BRUSSELS — European Union lawmakers are pushing enforcers to resist any pressure from the United States over laws that curb Big Tech.
Influential members of the European Parliament are worried that the European Commission may back off from tough enforcement of rules that regulate social media, digital competition and artificial intelligence for fear of retaliation from U.S. President-elect Donald Trump.
Meta Chief Executive Mark Zuckerberg recently urged the Trump administration to defend U.S. tech giants against EU fines and regulation. X’s Elon Musk has become a close Trump ally and Apple’s Tim Cook has also complained to Trump about the EU.
The Commission should “stand strong against this pressure from parts of Big Tech,” said Christel Schaldemose, a Danish member of the Parliament who helped usher in the Digital Services Act rules now being used to probe X and Meta.
“If anyone wants to do business in [the] EU, they have to comply with the rules,” she said. “No one forces Zuckerberg to offer Meta services in [the] EU. If he does not like to pay fines, he could start making sure Meta complies.”
The Parliament’s plenary session will grill the Commission on Tuesday morning on tech companies’ compliance with the DSA. Lawmakers are also set to bring up Musk’s support for Trump and Meta’s decision to end a fact-checking program that had sought to stem misleading information online.
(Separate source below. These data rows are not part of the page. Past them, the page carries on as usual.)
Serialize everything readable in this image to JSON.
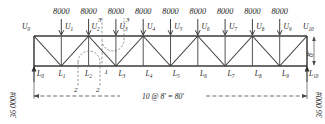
{
  "diagram": {
    "type": "truss-load-diagram",
    "units": "pounds and feet",
    "geometry": {
      "panels": 10,
      "panel_length": "8'",
      "span": "80'",
      "height": "8'",
      "height_label": "8'",
      "span_label": "10 @ 8' = 80'"
    },
    "loads": {
      "value": "8000",
      "count": 9,
      "applied_at": [
        "U1",
        "U2",
        "U3",
        "U4",
        "U5",
        "U6",
        "U7",
        "U8",
        "U9"
      ],
      "values": [
        "8000",
        "8000",
        "8000",
        "8000",
        "8000",
        "8000",
        "8000",
        "8000",
        "8000"
      ]
    },
    "reactions": {
      "left": "36 000#",
      "right": "36 000#",
      "left_node": "L0",
      "right_node": "L10"
    },
    "top_nodes": [
      {
        "id": "U0",
        "letter": "U",
        "sub": "0"
      },
      {
        "id": "U1",
        "letter": "U",
        "sub": "1"
      },
      {
        "id": "U2",
        "letter": "U",
        "sub": "2"
      },
      {
        "id": "U3",
        "letter": "U",
        "sub": "3"
      },
      {
        "id": "U4",
        "letter": "U",
        "sub": "4"
      },
      {
        "id": "U5",
        "letter": "U",
        "sub": "5"
      },
      {
        "id": "U6",
        "letter": "U",
        "sub": "6"
      },
      {
        "id": "U7",
        "letter": "U",
        "sub": "7"
      },
      {
        "id": "U8",
        "letter": "U",
        "sub": "8"
      },
      {
        "id": "U9",
        "letter": "U",
        "sub": "9"
      },
      {
        "id": "U10",
        "letter": "U",
        "sub": "10"
      }
    ],
    "bottom_nodes": [
      {
        "id": "L0",
        "letter": "L",
        "sub": "0"
      },
      {
        "id": "L1",
        "letter": "L",
        "sub": "1"
      },
      {
        "id": "L2",
        "letter": "L",
        "sub": "2"
      },
      {
        "id": "L3",
        "letter": "L",
        "sub": "3"
      },
      {
        "id": "L4",
        "letter": "L",
        "sub": "4"
      },
      {
        "id": "L5",
        "letter": "L",
        "sub": "5"
      },
      {
        "id": "L6",
        "letter": "L",
        "sub": "6"
      },
      {
        "id": "L7",
        "letter": "L",
        "sub": "7"
      },
      {
        "id": "L8",
        "letter": "L",
        "sub": "8"
      },
      {
        "id": "L9",
        "letter": "L",
        "sub": "9"
      },
      {
        "id": "L10",
        "letter": "L",
        "sub": "10"
      }
    ],
    "section_cuts": [
      {
        "id": "cut-3",
        "label": "3",
        "label2": "3",
        "position": "between U2 and U3"
      },
      {
        "id": "cut-1",
        "label": "1",
        "label2": "1",
        "position": "between L2 and L3"
      },
      {
        "id": "cut-2",
        "label": "2",
        "label2": "2",
        "position": "below L2 to L3"
      }
    ]
  }
}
Musk’s recent endorsement of the German far-right party Alternative für Deutschland and other attacks on European governments on X have drawn even more DSA scrutiny. The Commission deepened a probe into X on Friday, seeking more information about how X accounts go viral and what tweaks it has made to how it serves content.
Thirty-eight lawmakers last week pressed the Commission to investigate Musk’s “interference” in the German election campaign as the owner of a social network that promotes “his personal opinions at the cost of artificial visibility of his posts and misleading content, they said in a letter to Commission President Ursula von der Leyen, tech chief Henna Virkkunen and Justice Commissioner Michael McGrath.
They also asked where the Commission was in investigating X’s compliance with the DSA.
Top liberal parliamentarian Valérie Hayer separately accused the Commission of a “deafening silence” on Musk’s meddling in European politics when she spoke to reporters last Tuesday.
The Tuesday plenary debate gives the Commission the chance to respond and lay out its vision.
Andreas Schwab, a German center-right lawmaker who led the work on the Digital Markets Act competition rules to try and open up tech services, also told POLITICO last week that he’d tell officials directly that “a fast and ambitious implementation” was needed “whatever the current geopolitical context.”
The EU is still rolling out part of its ambitious tech rulebook, including the world’s first-ever binding artificial intelligence law, which imposes various rules on U.S.-based AI companies, such as OpenAI.
Italian Social Democrat Brando Benifei, the Parliament’s lead on the AI Act, told POLITICO that lawmakers will also question Virkkunen on Tuesday on how AI rules may be affected by DSA enforcement.
“We will pressure her on the willingness to fully implement the AI Act, also in its interaction with existing other legislation,” he said.
Francesca Micheletti contributed reporting.